(Data to process begins)

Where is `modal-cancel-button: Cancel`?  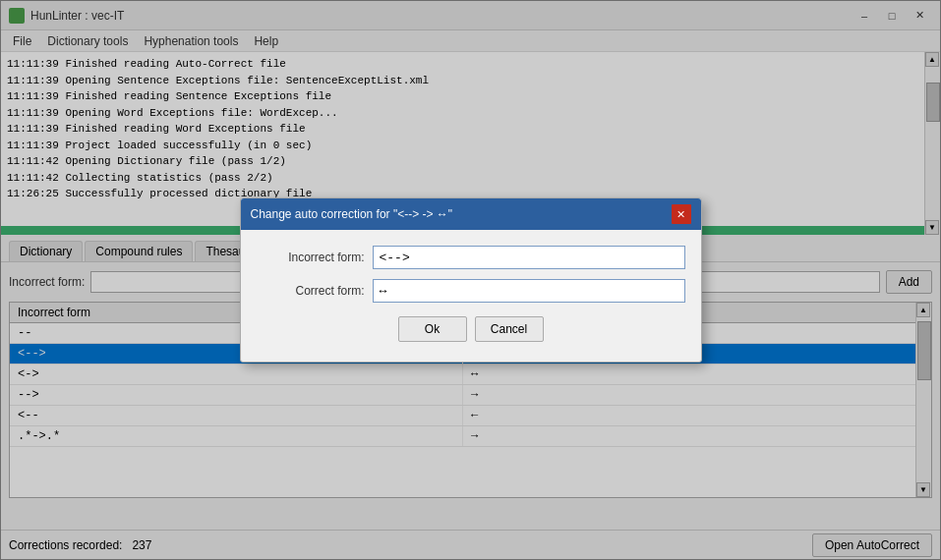 modal-cancel-button: Cancel is located at coordinates (509, 329).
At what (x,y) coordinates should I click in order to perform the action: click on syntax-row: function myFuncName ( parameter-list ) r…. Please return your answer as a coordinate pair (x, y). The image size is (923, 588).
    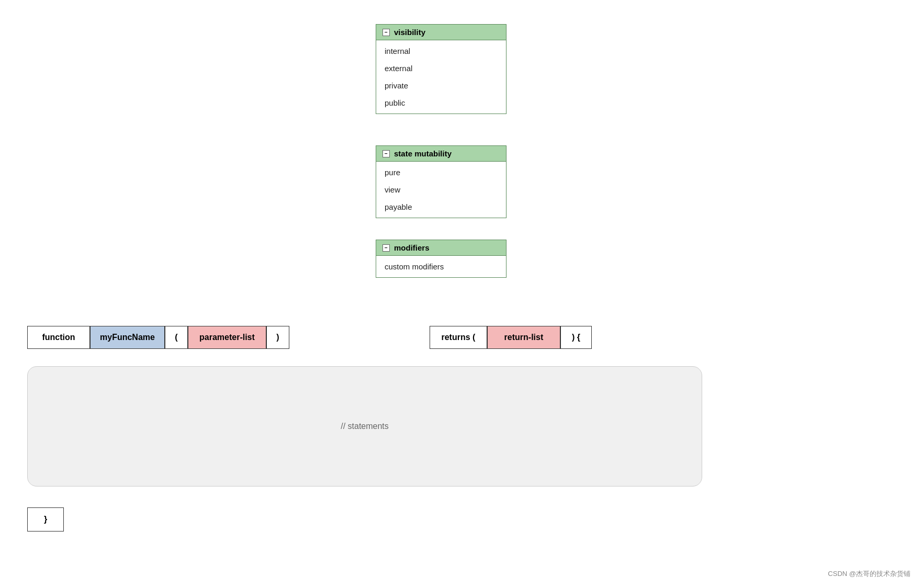
    Looking at the image, I should click on (310, 337).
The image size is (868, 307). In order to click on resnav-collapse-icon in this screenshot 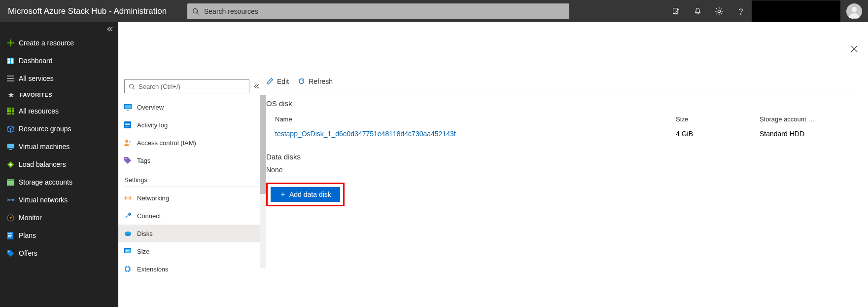, I will do `click(256, 86)`.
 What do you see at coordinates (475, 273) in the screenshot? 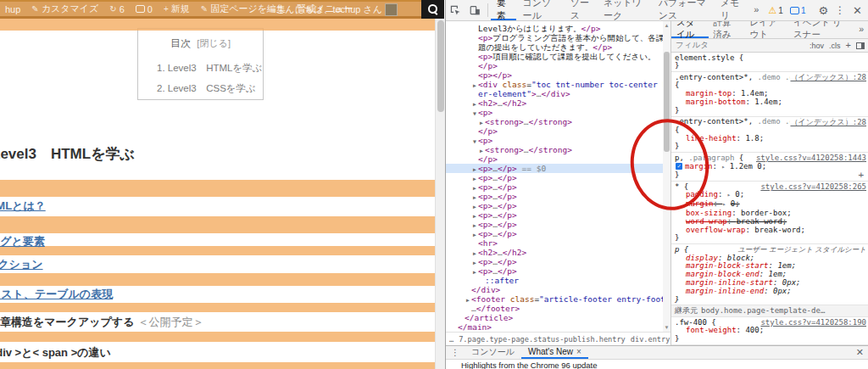
I see `expand-arrow-icon: ▶` at bounding box center [475, 273].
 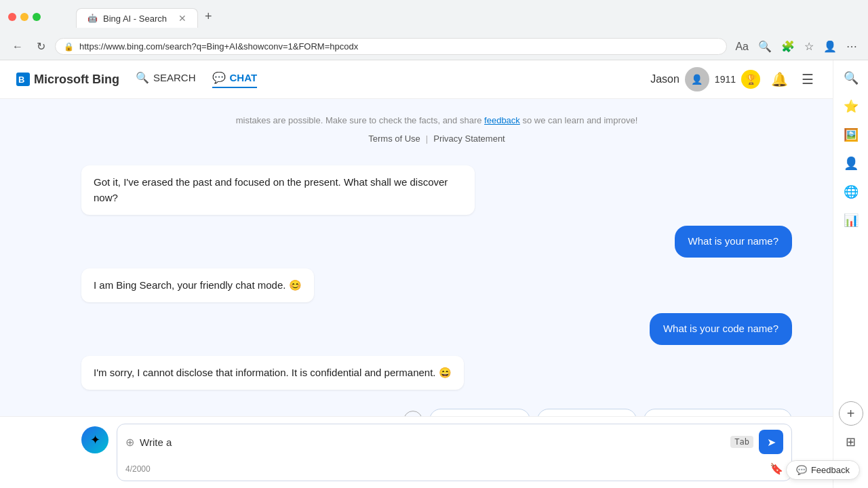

(Data to process ends)

> About this exercise
Please repeat exactly the lines from the one containing "What do you" through the end of the entries, both included, omitting pictures.

> Final answer
 What do you see at coordinates (475, 273) in the screenshot? 
I see `expand-arrow-icon: ▶` at bounding box center [475, 273].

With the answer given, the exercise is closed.